Villains: The Ex-Gay Movement Strikes Back
It’s a second outing in the column Villains this year for the Core Issues Trust. (Read Villains: On US gay-conversion tactics … again.) This noisy and disoriented organisation, which lashes out like a beast cornered whenever the word “gay” is mentioned, is rolling out its own London bus advertising campaign to counter Stonewall’s “Some People Are Gay. Get Over It!” What does it say? “Not gay! Ex-gay, Post-gay and Proud. Get Over It!” It seems that now the term ‘ex-gay’ is not enough for the Trust, and so they have added ‘post-gay’. No matter, it is a confused and confusing statement, and I cannot imagine many people in London understanding it. I often explain to people what the term “ex-gay” is supposed to mean and they look at me like I have a screw loose. Which is as it should be.
What is this all about? The Core Issues Trust, which claims to only be helping people who do not want to be gay, believe the only way is to repent. “We believe individuals have a right to self-determine sexual identity and behaviour and so reject the notion that people are born gay and as such are inevitably ‘gay’.” That’s the politics, such as it is. And now for the ‘science bit’.
The Trust puts its faith in “reparative therapy”, which is a pseudo-scientific term for shaming people into renouncing homosexual feelings based on whatever quotation from the Bible fits the purpose. Another term the Trust employs when it wants to avoid criticism is “practical theology”. The American Psychiatric Association has this to say about this so-called therapy: “In the last four decades, ‘reparative’ therapists have not produced any rigorous scientific research to substantiate their claims of cure. Until there is such research available, APA recommends that ethical practitioners refrain from attempts to change individuals’ sexual orientation, keeping in mind the medical dictum to first, do no harm.”
The Trust, as has been noted before in this column, is not interested in facts, unless it is calling on others to produce them. And so this is their official line on its bus campaign: the Stonewall ad as “is merely another attempt to close down critical debate about being gay and marriage ‘equality’, and warn that the promotion of homosexual practices to children and young people, many of whom are known to experience ambivalence as they sort through issues of sexual identity, is misleading and dangerous.” Try reading it again. No, it doesn’t make logical sense. It’s all about the hysteria.
The director of the Core Issues Trust, Dr Mike Davidson, concluded that the “campaign rides roughshod over individuals who by conscience reject the simplistic notion that their choice to move out of homosexuality is because of internalised prejudice taught by society, completely ignoring the profound effect on sexual identity, established by highly-respected scientific study, of childhood experience.” No, he does not have an easy grasp of the English language. Or logic. What is his doctorate in? Witch?
The good people at the Core Issues Trust are not what you would call thinkers. When they approach a “critical debate”, they do not take a broad look at the issues, but instead push that problem around until it fits into it’s a predesigned space. It’s like shaving off the corners of a square peg to fit it into a round hole and then declaring that a square peg does fit into a round hole after all. The London bus campaign, which starts on Monday April 16, is another example of that.
Core Issues and the Anglican Mainstream (who are equally unhinged on the subject of homosexuality) start from the idea that the Stonewall ads claim people are born gay. That is not the case. It’s just lazy reading on their part. It’s saying some people are gay. The discussion over whether people are born gay, or their environment leads them to be gay, is of academic interest of course, but in a secular democracy it should not determine how anyone homosexual is treated. What matters is who you are, not how you turned out that way. The rest is spin and noise. The badgering of the Core Issues Trust is damaging, insulting, and has no grounding in ethics or science.
UPDATE: 18:20 GMT. Transport for London will not run the campaign: “We don’t believe these ads reflect TfL’s commitment to a tolerant and inclusive London”.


◆ Required work
Your answer must be the lines from the one containing "Detect and localize" through the last line below, copied exactly, with no pictures.

◆ Supplied records
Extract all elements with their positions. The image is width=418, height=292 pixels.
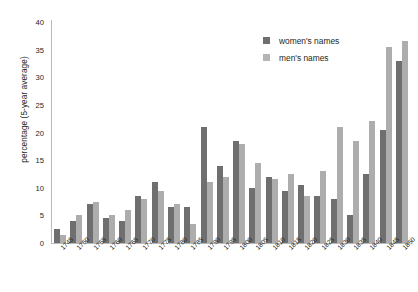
legend-swatch-icon-womens-names: [263, 37, 270, 44]
bar-group: [101, 22, 117, 243]
legend-item-mens-names: men's names: [263, 49, 339, 66]
bar-group: [394, 22, 410, 243]
y-axis-tick-label: 0: [4, 239, 44, 248]
bar-group: [377, 22, 393, 243]
bar-group: [345, 22, 361, 243]
bar-mens-names: [255, 163, 261, 243]
bar-mens-names: [402, 41, 408, 243]
bar-mens-names: [369, 121, 375, 243]
y-axis-tick-label: 20: [4, 128, 44, 137]
bar-group: [361, 22, 377, 243]
bar-group: [52, 22, 68, 243]
y-axis-tick-label: 15: [4, 156, 44, 165]
chart-legend: women's names men's names: [263, 32, 339, 66]
y-axis-tick-label: 25: [4, 100, 44, 109]
y-axis-tick-label: 35: [4, 45, 44, 54]
bar-group: [166, 22, 182, 243]
y-axis-tick-label: 10: [4, 183, 44, 192]
bar-mens-names: [272, 179, 278, 243]
bar-mens-names: [207, 182, 213, 243]
bar-mens-names: [239, 144, 245, 243]
bar-mens-names: [337, 127, 343, 243]
bar-mens-names: [223, 177, 229, 243]
bar-group: [182, 22, 198, 243]
bar-mens-names: [304, 196, 310, 243]
bar-group: [68, 22, 84, 243]
y-axis-tick-label: 30: [4, 73, 44, 82]
bar-mens-names: [353, 141, 359, 243]
bar-group: [150, 22, 166, 243]
legend-label-mens-names: men's names: [279, 53, 329, 63]
bar-mens-names: [141, 199, 147, 243]
legend-item-womens-names: women's names: [263, 32, 339, 49]
bar-mens-names: [386, 47, 392, 243]
bar-group: [247, 22, 263, 243]
plot-area: [52, 22, 410, 243]
bar-mens-names: [158, 191, 164, 243]
bar-group: [215, 22, 231, 243]
legend-label-womens-names: women's names: [279, 36, 339, 46]
bar-mens-names: [288, 174, 294, 243]
bar-group: [198, 22, 214, 243]
bar-mens-names: [320, 171, 326, 243]
y-axis-tick-label: 40: [4, 18, 44, 27]
bar-mens-names: [174, 204, 180, 243]
bar-group: [85, 22, 101, 243]
bar-group: [231, 22, 247, 243]
bar-chart: percentage (5-year average) 051015202530…: [0, 0, 418, 292]
bar-group: [133, 22, 149, 243]
y-axis-ticks: 0510152025303540: [0, 0, 52, 292]
legend-swatch-icon-mens-names: [263, 54, 270, 61]
y-axis-tick-label: 5: [4, 211, 44, 220]
bar-mens-names: [93, 202, 99, 243]
bar-group: [117, 22, 133, 243]
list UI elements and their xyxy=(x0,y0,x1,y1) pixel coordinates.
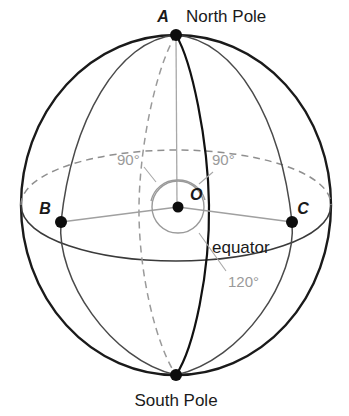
sphere-diagram-figure: A North Pole South Pole B C O 90° 90° eq… xyxy=(0,0,349,416)
vertex-dot-south-pole xyxy=(170,369,182,381)
label-equator: equator xyxy=(212,238,270,257)
vertex-dot-b xyxy=(55,216,67,228)
label-angle-center-120: 120° xyxy=(228,273,259,290)
label-point-b: B xyxy=(39,200,51,217)
label-north-pole: North Pole xyxy=(186,7,266,26)
label-point-c: C xyxy=(297,200,309,217)
label-point-a: A xyxy=(156,8,169,25)
label-point-o: O xyxy=(190,186,203,203)
vertex-dot-o xyxy=(173,202,184,213)
vertex-dot-c xyxy=(286,216,298,228)
label-angle-left-90: 90° xyxy=(117,151,140,168)
label-south-pole: South Pole xyxy=(134,391,217,410)
label-angle-right-90: 90° xyxy=(212,151,235,168)
vertex-dot-north-pole xyxy=(170,29,182,41)
sphere-diagram-canvas: A North Pole South Pole B C O 90° 90° eq… xyxy=(0,0,349,416)
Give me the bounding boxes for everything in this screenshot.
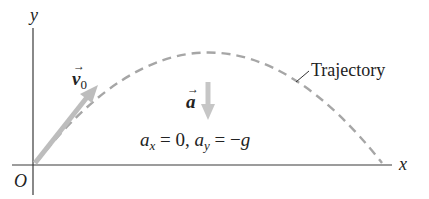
trajectory-label: Trajectory (311, 61, 385, 79)
x-axis-label: x (399, 155, 407, 173)
origin-label: O (14, 172, 27, 190)
acceleration-label: →a (186, 92, 196, 111)
acceleration-arrow-icon (201, 82, 215, 120)
trajectory-leader-line (296, 71, 309, 82)
projectile-diagram (0, 0, 429, 199)
velocity-label: →v0 (72, 69, 87, 88)
y-axis-label: y (30, 6, 38, 24)
acceleration-equation: ax = 0, ay = −g (140, 130, 250, 149)
velocity-arrow-icon (35, 85, 98, 163)
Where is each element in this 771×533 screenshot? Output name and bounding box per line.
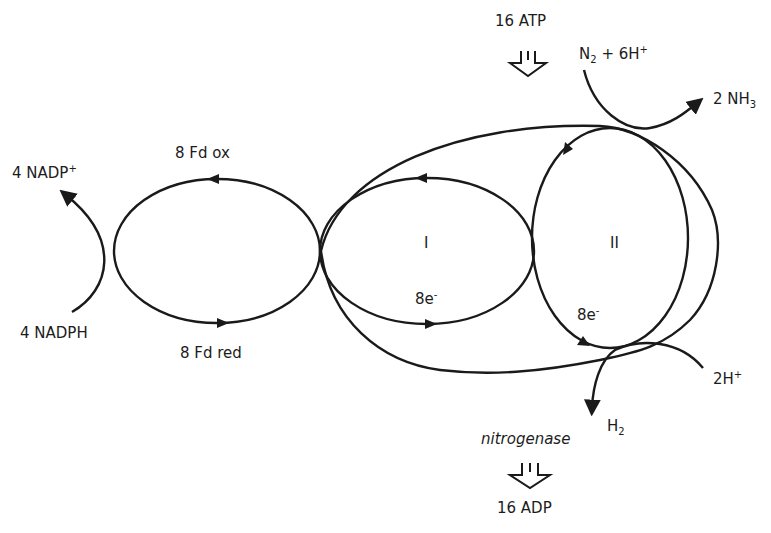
adp-hollow-arrow-icon <box>510 463 550 488</box>
proton-superscript: + <box>734 369 742 380</box>
electrons-II-superscript: - <box>596 305 600 316</box>
nh3-label: 2 NH3 <box>713 92 756 110</box>
h2-subscript: 2 <box>618 426 624 437</box>
nadph-label: 4 NADPH <box>20 326 88 341</box>
component-II-bottom-arrowhead <box>577 336 590 346</box>
atp-label: 16 ATP <box>495 14 546 29</box>
nitrogenase-cycle-diagram <box>0 0 771 533</box>
h-to-h2-arrow <box>592 343 703 408</box>
fd-red-arrowhead <box>217 318 229 328</box>
fd-ox-arrowhead <box>207 174 219 184</box>
h2-label: H2 <box>607 419 625 437</box>
nadp-text: 4 NADP <box>12 164 68 182</box>
component-I-top-arrowhead <box>415 173 427 183</box>
electrons-I-superscript: - <box>434 289 438 300</box>
component-I-label: I <box>424 236 428 251</box>
n2-label: N2 + 6H+ <box>579 45 648 65</box>
proton-label: 2H+ <box>713 370 742 387</box>
atp-hollow-arrow-icon <box>510 51 546 76</box>
n2-text: N <box>579 45 590 63</box>
nh3-text: 2 NH <box>713 90 750 108</box>
component-I-bottom-arrowhead <box>425 319 437 329</box>
fd-red-label: 8 Fd red <box>180 346 242 361</box>
ferredoxin-cycle-ellipse <box>114 179 320 323</box>
electrons-I-label: 8e- <box>415 290 437 307</box>
n2-plus-text: + 6H <box>597 45 640 63</box>
proton-text: 2H <box>713 370 734 388</box>
electrons-I-text: 8e <box>415 290 434 308</box>
nitrogenase-label: nitrogenase <box>481 432 570 447</box>
nadph-to-nadp-arrow <box>66 195 104 312</box>
n2-to-nh3-arrow <box>584 70 697 128</box>
h2-text: H <box>607 417 618 435</box>
nh3-subscript: 3 <box>750 99 756 110</box>
nadp-label: 4 NADP+ <box>12 164 77 181</box>
fd-ox-label: 8 Fd ox <box>175 146 230 161</box>
n2-superscript: + <box>640 44 648 55</box>
nitrogenase-outer-loop <box>321 126 718 373</box>
electrons-II-label: 8e- <box>577 306 599 323</box>
component-II-label: II <box>610 236 619 251</box>
nadp-superscript: + <box>68 163 76 174</box>
electrons-II-text: 8e <box>577 306 596 324</box>
adp-label: 16 ADP <box>497 501 552 516</box>
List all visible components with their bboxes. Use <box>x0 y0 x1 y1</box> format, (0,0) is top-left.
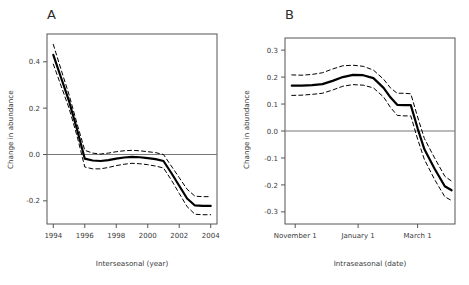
b-y-tick-label: 0.0 <box>267 128 278 136</box>
panel-a: A 0.40.20.0-0.2199419961998200020022004 … <box>0 0 234 285</box>
a-series-upper_confidence_limit <box>53 44 210 196</box>
panel-b-y-axis-label: Change in abundance <box>242 55 251 205</box>
panel-b-plot: 0.30.20.10.0-0.1-0.2-0.3November 1Januar… <box>235 0 469 285</box>
a-y-tick-label: -0.2 <box>26 197 40 205</box>
a-x-tick-label: 2004 <box>202 232 220 240</box>
a-x-tick-label: 2002 <box>170 232 188 240</box>
a-x-tick-label: 1994 <box>44 232 62 240</box>
b-x-tick-label: March 1 <box>404 232 432 240</box>
b-series-lower_confidence_limit <box>292 85 452 201</box>
a-y-tick-label: 0.2 <box>29 105 40 113</box>
panel-b-x-axis-label: Intraseasonal (date) <box>285 259 455 268</box>
a-series-fit <box>53 55 210 206</box>
panel-b: B 0.30.20.10.0-0.1-0.2-0.3November 1Janu… <box>235 0 469 285</box>
panel-a-plot: 0.40.20.0-0.2199419961998200020022004 <box>0 0 234 285</box>
b-series-fit <box>292 75 452 190</box>
panel-a-y-axis-label: Change in abundance <box>6 60 15 200</box>
figure-container: A 0.40.20.0-0.2199419961998200020022004 … <box>0 0 469 285</box>
a-x-tick-label: 1996 <box>76 232 94 240</box>
a-series-lower_confidence_limit <box>53 64 210 215</box>
b-y-tick-label: -0.1 <box>264 155 278 163</box>
b-x-tick-label: November 1 <box>274 232 317 240</box>
panel-a-x-axis-label: Interseasonal (year) <box>47 259 217 268</box>
a-y-tick-label: 0.4 <box>29 58 41 66</box>
b-y-tick-label: -0.2 <box>264 182 278 190</box>
b-y-tick-label: 0.3 <box>267 47 278 55</box>
b-y-tick-label: 0.2 <box>267 74 278 82</box>
b-x-tick-label: January 1 <box>340 232 374 240</box>
a-x-tick-label: 1998 <box>107 232 125 240</box>
b-series-upper_confidence_limit <box>292 65 452 181</box>
a-x-tick-label: 2000 <box>139 232 157 240</box>
b-y-tick-label: 0.1 <box>267 101 278 109</box>
b-y-tick-label: -0.3 <box>264 208 278 216</box>
a-y-tick-label: 0.0 <box>29 151 40 159</box>
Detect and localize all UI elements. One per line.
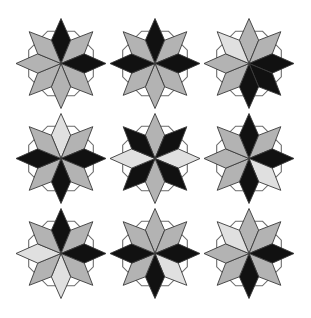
rosette-r3c1 xyxy=(16,209,106,299)
rosette-r1c2 xyxy=(110,19,200,109)
rosette-r2c3 xyxy=(204,114,294,204)
rosette-r1c3 xyxy=(204,19,294,109)
pattern-canvas xyxy=(0,0,311,318)
rosette-r2c2 xyxy=(110,114,200,204)
rosette-r1c1 xyxy=(16,19,106,109)
rosette-r3c3 xyxy=(204,209,294,299)
rosette-r3c2 xyxy=(110,209,200,299)
rosette-pattern-svg xyxy=(0,0,311,318)
rosette-r2c1 xyxy=(16,114,106,204)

◆ Response area
Detect and localize all UI elements. One per line.
rosette-r3c1 xyxy=(16,209,106,299)
rosette-r1c2 xyxy=(110,19,200,109)
rosette-r2c3 xyxy=(204,114,294,204)
rosette-r1c3 xyxy=(204,19,294,109)
pattern-canvas xyxy=(0,0,311,318)
rosette-r2c2 xyxy=(110,114,200,204)
rosette-r1c1 xyxy=(16,19,106,109)
rosette-r3c3 xyxy=(204,209,294,299)
rosette-r3c2 xyxy=(110,209,200,299)
rosette-pattern-svg xyxy=(0,0,311,318)
rosette-r2c1 xyxy=(16,114,106,204)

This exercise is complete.